There isn’t even a debate: The bout for the undisputed lightweight title between champion Katie Taylor and Amanda Serrano is easily the most significant women’s boxing match in history, and nothing even challenges it.
They’ll fight on April 30 at Madison Square Garden in a bout that will be streamed on DAZN.
Unlike women’s MMA, women’s boxing doesn’t have much of a history of large crowds, big paydays or historical significance, largely because the establishment promoters have looked down on women’s boxing.
Other than Lou DiBella, few promoters were willing to take a chance on women and invest in them, cultivate them and work on making them stars.
So while there have been plenty of extraordinarily talented women boxers over the years, the women haven’t gotten the attention commensurate with their ability.
Promoter Bob Arum of Top Rank, whose large stable includes one woman, super featherweight champion Mikaela Mayer, was roundly criticized after making an ill-advised comment on the Taylor-Serrano match.
On the same night as Taylor-Serrano, Arum is promoting a compelling super featherweight title fight between Shakur Stevenson and Oscar Valdez. So when the 90-year-old Hall of Famer spoke to IFL TV, he of course boosted his fight at the expense of the other.
“I mean, as good a fight as that is, come on,” Arum told IFL TV. “You know, whatever reason it is, people don’t particularly pay attention to the women’s fights. The answer is ESPN made the schedule and they couldn’t care less. I don’t want to denigrate fights, I don’t want to be accused of being anti-women in sports, but I’m telling you, this is like the Premier League against women’s football.”
That was an imbecilic comment for many reasons, not the least of which is that Arum was recently unfairly accused of being racist in a lawsuit. You’d think he’d be sensitive to discriminatory comments.
But while he shouldn’t have uttered it, he wasn’t necessarily wrong. Women boxers aren’t paid nearly as much as their male counterparts. They get promoted far less. Television executives don’t spend much time on them.
And the result is that, by and large, women’s fights get far less attention.
If it were because the fighters lacked talent, weren’t compelling personalities and couldn’t put on a show, then we could attribute it to competition in the marketplace.
That’s not why it’s the case, though. Few promoters outside of primarily DiBella and more recently Matchroom’s Eddie Hearn have taken the initiative to push women’s fights. If there is one undeniable truth in boxing, it’s that no fight, male or female, will do well business-wise if the public isn’t given a reason to watch.
Taylor and Serrano are arguably the two best women’s fighters in the world, though Claressa Shields is in that conversation as well. Serrano is one of the few women with legitimate knockout power, while Taylor is an all-action fighter who puts her punches together smartly and can look like she’s in a firefight while avoiding most of the incoming shots.

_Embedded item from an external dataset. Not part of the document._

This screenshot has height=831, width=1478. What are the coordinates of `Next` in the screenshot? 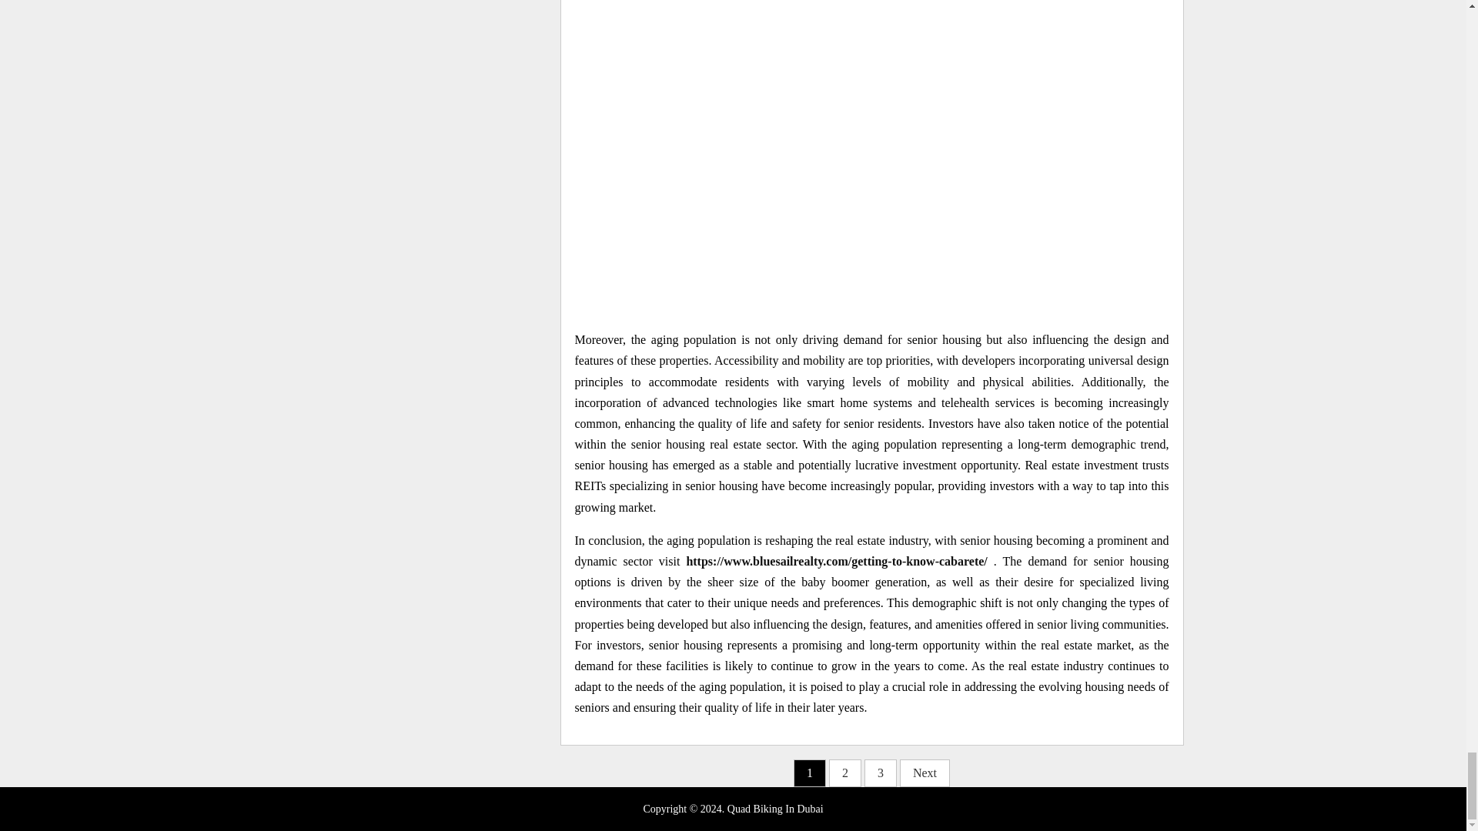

They’re finally being given a platform that gives them an opportunity to succeed.
“Of course, this is the biggest female fight of all time, but it’s also one of the biggest fights in boxing,” said Hearn, whose company promotes Taylor. “April 30, the world will stop to watch these two great fighters change the sport and take women’s boxing to a new level.”
Ironically, Arum attempted to stage a massive women’s fight in 2005. Taking advantage of the Academy Award-winning movie about women’s boxing, “Million Dollar Baby,” Arum put together a bout between Lucia Rijker and Christy Martin at Mandalay Bay in Las Vegas he dubbed “Million Dollar Lady.”
Each woman was guaranteed $250,000, with an extra $750,000 going to the winner. That would make the first million-dollar purse for a female boxer.
Rijker was at the time — and by many now — considered the greatest women’s boxer ever. Martin was talented, but was also the most popular thanks to appearing on numerous Mike Tyson undercards and winding up on the cover of Sports Illustrated.
The fight didn’t sell, despite an ambitious promotional schedule. It reportedly had sold less than 100 tickets when Rijker tore an Achilles tendon, and the fight was canceled.
Now, did it do poorly because people weren’t interested in women’s boxing or was it because no one had ever bothered to promote women’s boxing much. Most boxing fans hadn’t even heard of Rijker, let alone the general sports fan.
In the 1990s and early part of the 21st century, women’s fights were added to cards as a gimmick. Mia St. John appeared on many Oscar De La Hoya cards, not necessarily because she could fight but because she was an attractive woman who would wind up on the cover of Playboy.
Taylor-Serrano appears to be different, but it won’t mean much if it doesn’t get promoters off their backsides and to invest in the women’s game. The UFC does extraordinarily well with women’s fights, but it’s because Dana White promotes the women the same as he does the men.
Serrano at a London news conference talked about having women’s title fights be 12 three-minute rounds, just like the men, and she’s not wrong. But she also gets the larger picture.
“I understand that this fight is iconic, but if we want to make a change for the future and get people to notice it, get these promoters to not talk badly about women,” she said. “I think we need to take a stand.”
Old habits die hard. But if these promoters open their minds and their checkbooks, they might just find a whole new business they weren’t aware existed.